The Constitutional Budget Rule

Key Principles for Effective Design

This research summary addresses what an ideal constitutional budget rule could look like and what it must accomplish.

The House of Representatives this week is slated to consider the “Cut, Cap and Balance Act of 2011” (H.R. 2560) which includes a balanced budget amendment [BBA] to the U.S. Constitution. But what does an ideal constitutional rule look like? What must it accomplish? According to Mercatus Center at George Mason University Senior Scholar David Primo (an Associate Professor of Political Science at the University of Rochester), there are several key principles and goals that should drive legislators’ design of constitutional budget rules.

(Please see Dr. Primo’s Mercatus working paper “Making Budget Rules Work,” and book, Rules and Restraint: Government Spending and the Design of Institutions, for an in-depth discussion of this issue.) 

KEY PRINCIPLES OF CONSTITUTIONAL BUDGET RULE DESIGN

Change the Terms of Debate. It has long been easy for Washington to defer—or simply to avoid—difficult budget decisions. A Constitutional budget rule should force difficult fiscal issues to be addressed, regardless of the political climate or other external influences.
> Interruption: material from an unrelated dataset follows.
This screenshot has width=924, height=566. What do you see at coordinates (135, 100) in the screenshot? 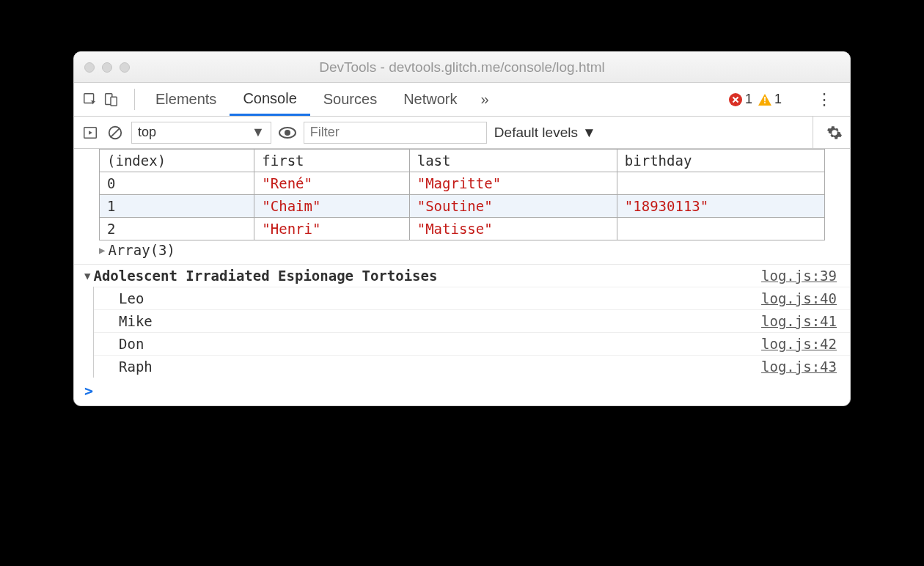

Negotiations between Democrats and Republicans would look very different right now if both sides knew they were bound to cut the budget by a certain amount in the next few years.

Focus on Spending. A budget can be balanced and still include excessive spending, if revenues are high enough. It is important, therefore, for budget rules, even if they require budget balance, to place constraints on spending or make tax increases difficult.

Apply to Entire Federal Budget. Budget rules that focus just on discretionary spending, or only on entitlements, are inadequate since they do not address the country’s overall fiscal health. Budget rules should place constraints on overall spending, but leave decisions about how funds are spent to elected officials.

Have Limited, Carefully Constructed Emergency Provisions. There are situations, such as war, when it makes sense to increase spending in ways that would violate a Constitutional budget rule; thus, the rule should allow for such demands. The threshold for waiving a rule, however, must be very high—perhaps even as high as a 90% supermajority—to ensure Congress cannot waive the Constitutional rule as a matter of course. With a very high threshold, a rule would not have to specify what an emergency is, since only in rare cases would Congress be able to muster the supermajority required to waive the rule. 

Be Precise and Prevent Loopholes and Gimmicks. Most rules leave implementation details to later, but the risk in doing so is that Congress, when it fills in those details, will create loopholes that eviscerate the rules.  For this reason, terms need to be defined as clearly as possible in the Constitutional rule to give Congress as little “wiggle room” as possible.